More-and-more dealers now look at their website as a continuous improvement project. Rather than rebuild the site, why not renovate one section at a time? This allows you to give focused attention to the content supporting core parts of your business.
Pillar pages are a new way to enhance your website. These pages include rich content on a specific topic such as managed network services or production print. The pages link to other articles on the website that are helpful to the buyer. They also include calls-to-action with links to rich content like e-books. Pillar pages not only provide information that helps keep buyers on your site, they also build authority with Google, fueling search engine placement.
Clarify Your Message
In his best-selling book, “Building a StoryBrand: Clarify Your Message So Customers Will Listen,” Donald Miller makes the case that most companies present a very unclear message.
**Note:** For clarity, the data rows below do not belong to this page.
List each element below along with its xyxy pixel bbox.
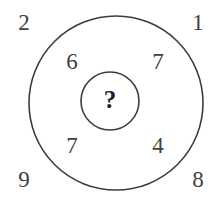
ring-number-bottom-right: 4 — [146, 134, 170, 157]
ring-number-bottom-left: 7 — [60, 134, 84, 157]
outer-number-bottom-left: 9 — [12, 168, 36, 191]
center-question-mark: ? — [98, 87, 122, 112]
outer-number-top-left: 2 — [12, 11, 36, 34]
ring-number-top-left: 6 — [60, 50, 84, 73]
outer-number-bottom-right: 8 — [186, 168, 210, 191]
outer-number-top-right: 1 — [186, 11, 210, 34]
puzzle-figure: 2 1 9 8 6 7 7 4 ? — [0, 0, 214, 207]
ring-number-top-right: 7 — [146, 50, 170, 73]
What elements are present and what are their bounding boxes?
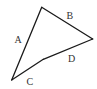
diagram-canvas: A B D C bbox=[0, 0, 97, 89]
label-b: B bbox=[67, 10, 74, 21]
label-a: A bbox=[15, 34, 23, 45]
label-d: D bbox=[68, 53, 75, 64]
label-c: C bbox=[27, 76, 34, 87]
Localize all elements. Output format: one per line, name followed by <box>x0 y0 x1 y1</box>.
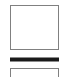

The more you can clarify your message, the more prospects will understand what you do and how they can benefit.
The best way to do this is to begin with your ideal prospect. Who are they? What are their problems? How can you help? How do they take the next step?
Miller explains the buyer’s journey this way: a hero (the buyer) has a problem and meets a guide (your dealership) who has a plan and calls the hero to action that ends in success, helping them avoid failure. This simple template for content helps dealers focus their message to resonate with clients while calling them to take action.
Add Calls to Action
If you have a sales rep who doesn’t close, you’re probably going to fire them. What about your website? Does it close? Other than a “Contact Us” page, most dealer websites don’t close for the next step. It’s no wonder dealers are disillusioned with the internet—you’d be just as disillusioned with your sales force if they didn’t close.
Closes on websites are known as calls to action, or CTAs in the marketing world. Much like a sales rep uses different types of closes depending on whether they are asking for an appointment, a demo, or the order, your website CTAs need to do the same thing.
- Early in the buying cycle, the buyer is researching. We call this the Awareness stage. An appropriate CTA would be special report on how other companies are leveraging technology to solve a specific problem.
- In the middle of the buying cycle, the buyer is considering their options. Buyer’s guides that compare the options are an example of a good CTA at this point.
- Later in the buying cycle, the buyer is ready to engage. Offer them a logical next step with something like a meeting, an assessment or a network health review.
As prospects fill out forms on your website, you need to respond quickly and appropriately. HBR research showed that an online request should be responded to within an hour. Even better, many dealer websites offer online chat as a convenient way for buyers to engage. To provide a fast response to online inquiries, many dealers are considering inside sales people who can respond to web leads while also doing outbound prospecting.
Reps must also respond appropriately. When a buyer requests a special report, the sales rep needs to understand that they are early in the sales process. While the rep may think they’d prefer someone in the decision stage as a lead, the benefit of a lead at the top of the funnel is that the rep has the opportunity to guide the decision. As they told me when I started my career at Lanier in 1993, “First in wins.” Early stage leads are a great thing for sales reps!
Let’s Be Strategic In 2019
As the market becomes more competitive, we need to do everything we can to maximize sales prospecting and inbound leads. Implementing these strategies will help ensure 2019 is the best year ever.